Despite dire predictions, the Australian property market is booming. How did it happen and where to from here?
Feeling richer? The average Australian homeowner has an extra $60,000 equity in their pockets, thanks to a real estate boom no one saw coming.
Between March 2020 and March 2021, the average value of an Australian home rose 6.2 percent from $554,229 to $614,768, according to CoreLogic. And much of that was recorded in March alone, which logged a 2.8 percent leap in values - the largest monthly increase since October 1988.
This sharp rise prompted many economists to revise up their forecast for capital city price growth.
Mind you, a year ago experts were predicting a housing market collapse of 10-20 per cent that never materialised. How did they get it so wrong and can this sellers' market last?
A different kind of boom
In a year that turned many things on its head, property market trends were no exception. Capital cities were left in the dust as home buyers raced to the regions.
In the 12 months to March 2021, regional home prices were up 11.4 percent compared to an average increase across the capitals of just 4.8 percent. That is a reversal of the usual trend for capitals to outpace their country cousins.
And among the capitals, it was the outliers that shone, with Darwin, Hobart and Canberra eclipsing more restrained growth in Sydney and a barely there rise of 0.7 percent in lockdown-hit Melbourne.
Source: CoreLogic Home Value Index – April 2020/April 2021
Why were the experts so wrong?
To be fair, who could have predicted anything in 2020? And most of the dire predictions about the property market were made at the beginning of the pandemic, before the Federal Government and the Reserve Bank weighed in to steady the ship. Here is the key reasons housing surged rather than collapsed.
Interest rates: This is probably the biggest factor in the housing market equation. The RBA cut the cash rate to 0.1 percent and made the extraordinary statement that it did not expect to raise rates until 2024. This delivered a shot of confidence to nervous first-time buyers and homeowners looking to trade up. The RBA also embarked on a program of quantitative easing to put downward pressure on interest rates.
Supply vs demand (demand won): You know it is a red-hot market when houses are selling before the first home open, auction clearance rates are up more than 80 per cent and reserves are being toppled. There are substantially more buyers than sellers driving prices higher. How did this start? Well, when the pandemic hit there was a sharp contraction in listings, as owners feared a price collapse. When low-interest loans and a raft of stimulus aimed at first home buyers and the construction market instead triggered a rush of buyers, there simply were not enough houses to go around. There still are not, with total listings still down about 25 percent on long-term averages and economists talking about FOMO (fear of missing out) as a market force.
Renters got hit harder: This was a different kind of economic slowdown that has created definite winners and losers. The impact of business shutdowns fell disproportionately on younger, lower-income workers in hospitality, tourism and the arts, who tend to be renters rather than mortgage holders. This meant the property market was insulated from the worst fallout.

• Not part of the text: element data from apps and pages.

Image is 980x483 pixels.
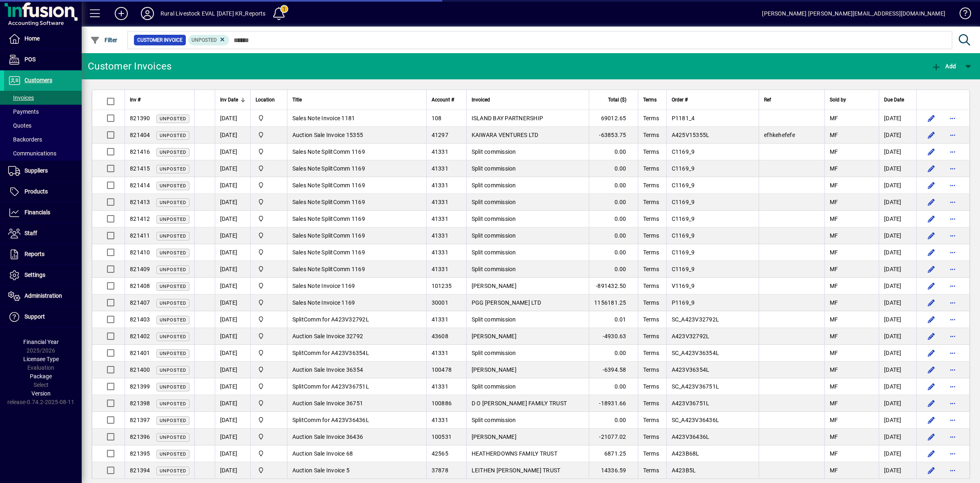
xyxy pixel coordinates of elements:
[215,160,251,177] td: [DATE]
[671,95,754,104] div: Order #
[932,63,956,69] span: Add
[946,464,959,476] button: More options
[671,148,695,155] span: C1169_9
[929,59,958,74] button: Add
[130,95,141,104] span: Inv #
[292,333,364,339] span: Auction Sale Invoice 32792
[109,6,135,21] button: Add
[192,37,217,43] span: Unposted
[589,110,638,127] td: 69012.65
[8,109,39,115] span: Payments
[830,316,838,322] span: MF
[25,167,48,173] span: Suppliers
[8,136,42,143] span: Backorders
[431,115,442,121] span: 108
[220,95,245,104] div: Inv Date
[925,413,938,426] button: Edit
[946,112,959,124] button: More options
[830,148,838,155] span: MF
[946,179,959,192] button: More options
[292,95,422,104] div: Title
[292,350,369,356] span: SplitComm for A423V36354L
[879,345,916,361] td: [DATE]
[643,95,657,104] span: Terms
[671,383,720,389] span: SC_A423V36751L
[471,148,516,155] span: Split commission
[946,346,959,359] button: More options
[25,188,48,194] span: Products
[130,132,150,138] span: 821404
[643,266,659,272] span: Terms
[671,282,695,289] span: V1169_9
[25,56,36,63] span: POS
[925,229,938,242] button: Edit
[671,215,695,222] span: C1169_9
[215,327,251,345] td: [DATE]
[762,7,945,20] div: [PERSON_NAME] [PERSON_NAME][EMAIL_ADDRESS][DOMAIN_NAME]
[643,182,659,188] span: Terms
[4,307,82,327] a: Support
[160,334,186,339] span: Unposted
[879,193,916,211] td: [DATE]
[431,199,448,205] span: 41331
[292,366,364,373] span: Auction Sale Invoice 36354
[946,430,959,443] button: More options
[25,313,45,319] span: Support
[589,211,638,227] td: 0.00
[946,380,959,393] button: More options
[830,115,838,121] span: MF
[925,179,938,192] button: Edit
[671,182,695,188] span: C1169_9
[946,145,959,159] button: More options
[130,282,150,289] span: 821408
[946,229,959,242] button: More options
[925,263,938,275] button: Edit
[643,366,659,373] span: Terms
[431,249,448,255] span: 41331
[292,215,365,222] span: Sales Note SplitComm 1169
[130,115,150,121] span: 821390
[135,6,161,21] button: Profile
[130,232,150,239] span: 821411
[471,333,517,339] span: [PERSON_NAME]
[292,132,364,138] span: Auction Sale Invoice 15355
[431,95,454,104] span: Account #
[884,95,912,104] div: Due Date
[589,127,638,144] td: -63853.75
[160,284,186,289] span: Unposted
[643,165,659,172] span: Terms
[215,227,251,244] td: [DATE]
[4,147,82,160] a: Communications
[292,383,369,389] span: SplitComm for A423V36751L
[925,112,938,124] button: Edit
[879,311,916,327] td: [DATE]
[471,232,516,239] span: Split commission
[830,232,838,239] span: MF
[160,301,186,306] span: Unposted
[4,202,82,223] a: Financials
[4,286,82,306] a: Administration
[160,317,186,322] span: Unposted
[130,165,150,172] span: 821415
[160,132,186,138] span: Unposted
[130,215,150,222] span: 821412
[215,211,251,227] td: [DATE]
[764,95,819,104] div: Ref
[8,122,31,129] span: Quotes
[25,292,62,298] span: Administration
[925,195,938,208] button: Edit
[671,350,720,356] span: SC_A423V36354L
[884,95,904,104] span: Due Date
[471,383,516,389] span: Split commission
[946,363,959,376] button: More options
[946,313,959,326] button: More options
[671,165,695,172] span: C1169_9
[25,77,52,83] span: Customers
[471,316,516,322] span: Split commission
[25,251,45,257] span: Reports
[215,345,251,361] td: [DATE]
[215,127,251,144] td: [DATE]
[879,177,916,193] td: [DATE]
[160,267,186,272] span: Unposted
[879,110,916,127] td: [DATE]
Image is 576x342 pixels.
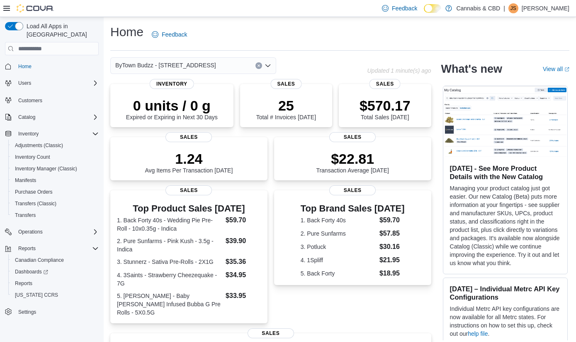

Workers who held their jobs found themselves well placed to take advantage of lower interest rates and incentives.
Forced savings: People banked a lot of cash when they could not spend it globe-trotting or popping out for smashed avo. Tourism Research Australia reported that in 2019, when the world was 'normal', Australians spent $65 billion on international travel, half of which was holiday travel. That is a lot of money suddenly available for other purposes. What else to spend it on other than a nicer home - as we have all been spending so much time there.
Building incentives/mortgage deferrals: Stressed borrowers were able to defer loan payments, preventing a rash of distressed sales. (The scheme hit a peak in May 2020 when 10 per cent of home mortgages were in deferral. This had dropped back to less than 1 per cent as of March.1) A raft of Federal grants to build or renovate triggered a building boom, with the Australian Bureau of Statistics reporting that construction approvals for private homes hit the highest monthly figure on record in February this year.
Expat buyers: More than 440,000 Aussies living overseas returned home last year and joined the hunt for housing, fuelling already hot demand.
What now?
That is the million-dollar question, particularly for homeowners contemplating a move or upgrade.
Many may be tempted to test the waters and put their home on the market, but it triggers an age-old dilemma: sell then buy, or buy then sell?
Selling first in a fast-rising market can be risky. No one wants to get caught out trying to buy back in. So, with interest rates at record lows, upgraders often opt to buy first, locking in a new home before listing their old one. But this, in turn, drives the supply/demand imbalance by further inflating the pool of buyers relative to sellers.
The main things that could cool the market in coming months are a rise in supply (property listings); a rise in interest rates; a rise in unemployment; or government intervention in the form of tighter lending restrictions.
The key indicators to watch in coming months will be:
Auction clearance rates (the higher the hotter).
Mortgage approvals (rising numbers usually means rising prices).
Property listings (as they rise it should help take the heat out of buyer FOMO).
In the meantime, homeowners can sit back and watch values rise. In some states, such as WA where the market has been flat for quite some time, this makes for pleasant viewing.